UNRWA chief visits Syria's pulverised Yarmouk refugee camp

UNRWA chief visits Syria's pulverised Yarmouk refugee camp
Yarmouk, which was meant as haven for displaced Palestinians, had come to symbolise a humanitarian catastrophe that caused some of the worst displacement since World War II.
3 min read
04 July, 2018
Yarmouk was once a thriving district of the capital home to 160,000 Palestinian refugees. [Getty]

The head of the UN agency for Palestinian refugees, Pierre Krahenbuhl, on Tuesday visited the Yarmouk camp in southern Damascus that has been pulverised in the Syrian conflict.

"A visit to Yarmouk is a very deeply moving experience. You can't escape a deep sense of shock at the level of destruction," he told reporters after the first visit to the Palestinian refugee camp for several years by a senior UN official.

"The scale of the destruction in Yarmouk compares to very little else that I have seen in many years of humanitarian work in conflict zones," Krahenbuhl said.

"It's clear that for Palestine refugees the big question... is the prospect of return to Yarmouk," added the commissioner general of the United Nations Relief and Works Agency (UNRWA).

Syria's army announced on 21 May that was in full control of Damascus after a month-long assault that ousted the Islamic State group from Yarmouk and surrounding districts south of the capital.

The gutted neighbourhood in southern Damascus was the Islamic State group's last urban redoubt until the last batch of jihadists evacuated after weeks of fighting.

Yarmouk was once a thriving district of the capital, home to some 160,000 Palestinian refugees as well as Syrians. Most of its population fled waves of fierce fighting that also swept the camp in 2012 and 2015.

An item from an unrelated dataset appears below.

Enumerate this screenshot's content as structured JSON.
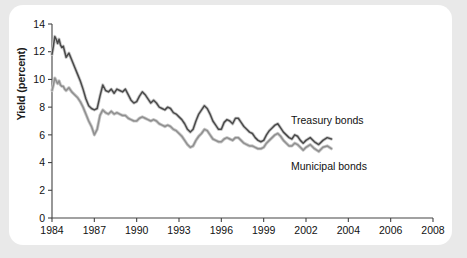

Mohamed Abdi Adar, the UNRWA chief for Syria, said around 25,000 Palestinian refugees were affected by the latest round of fighting between the regime and rebels since last month in the southern region of Daraa.

'Man's inhumanity to man'

Yarmouk camp was opened in 1957 with tents set up for Palestinian families forced to leave their homes by the establishment of Israel. These were soon replaced by permanent structures. 

In 2011, regime attempts to use the traditionally apolitical Palestinian refugee community to raise tensions with Israel and divert attention from the internal uprising in Syria backfired.

Syrian opposition groups came to see Yarmouk as a potential forward base in their campaign to unseat Assad. The fighting that ensued levelled the area and forced most residents to flee.   

Yarmouk, which was meant as haven for displaced Palestinians, had come to symbolise a humanitarian catastrophe that caused some of the worst displacement since World War II.

A picture taken during a UN food distribution in January 2014 gripped the world's imagination.

The photo - depicting thousands of haggard-looking civilians thronging the ruins of their neighbourhood as they waited for a food handout - drew parallels with the Warsaw ghetto, even in the Israeli press.

Gunness, the UNRWA spokesman, said that year: "The lexicon of man's inhumanity to man has a new word: Yarmouk."

Stories of children eating paper, families surviving on animal feed, and outbreaks of typhoid made Yarmouk a cause celebre, contributing to the global pressure on Assad.